Chef Stuart Irving remembers his first ceviche in the warm climes of Mexico’s Yucatán peninsula. The dish was basic but expertly done with whitefish, sliced chilies, and plenty of acidic lime punch.

Irving puts his own nuevo Latino stamp on ceviche at Cobre (52 Powell Street) by drawing on a range of ingredients and flavours to make it “twisted and different”. A case in point are sliced local diver-caught scallops flavoured with pink grapefruit juice, lime juice, and mirin. The latter adds sweetness and slows down the curing process. He then combines the scallops with jicama and cucumber, and tops it all off with tajin, a Mexican seasoning of dried chili peppers, lime, and salt.

“I don’t want to make ceviche [sound] like rocket science,” Irving says. He admits, though, that making it is trickier than it seems. There’s an art to knowing when to remove the fish from the marinade, so that it doesn’t become chewy and the flavour wincingly intense. As well, sourcing is especially important because while the citric acid “cooks” the fish by denaturing its protein fibres, it does not kill parasites as heat does.

However, Irving assures that food-safety concerns aren’t an issue with high-quality fish.
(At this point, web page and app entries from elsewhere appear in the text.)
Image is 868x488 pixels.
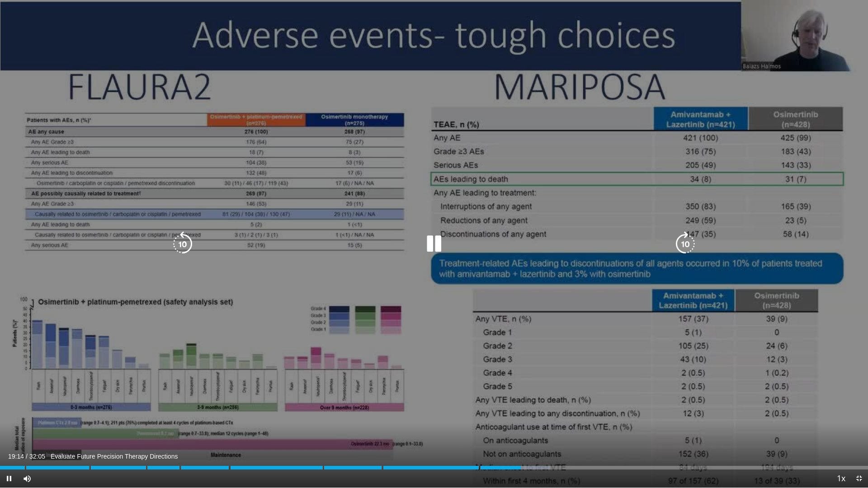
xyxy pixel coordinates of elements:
[850,470,868,488] button: Exit Fullscreen
[18,470,36,488] button: Mute
[50,453,178,461] span: Evaluate Future Precision Therapy Directions
[8,453,24,460] span: 19:14
[26,453,28,460] span: /
[832,470,850,488] button: Playback Rate
[29,453,45,460] span: 32:05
He did an exhaustive search for sashimi-grade albacore, one frozen beforehand and with a high fat content and velvety texture that would pair well with causa (potato salad) in a smooth pipian rojo (dried chili, charred tomatoes, and pumpkin seed) sauce.

If the flavours and textures aren’t convincing enough, the recent hipness of ceviche is another reason to try it. “It has the cachet of being around forever but not getting its due respect,” Irving says. “People who get into it can really research it and explore and do a ceviche tour of South America.” Fortunately, if a trip isn’t in the crystal ball, there are great ceviche options close to home.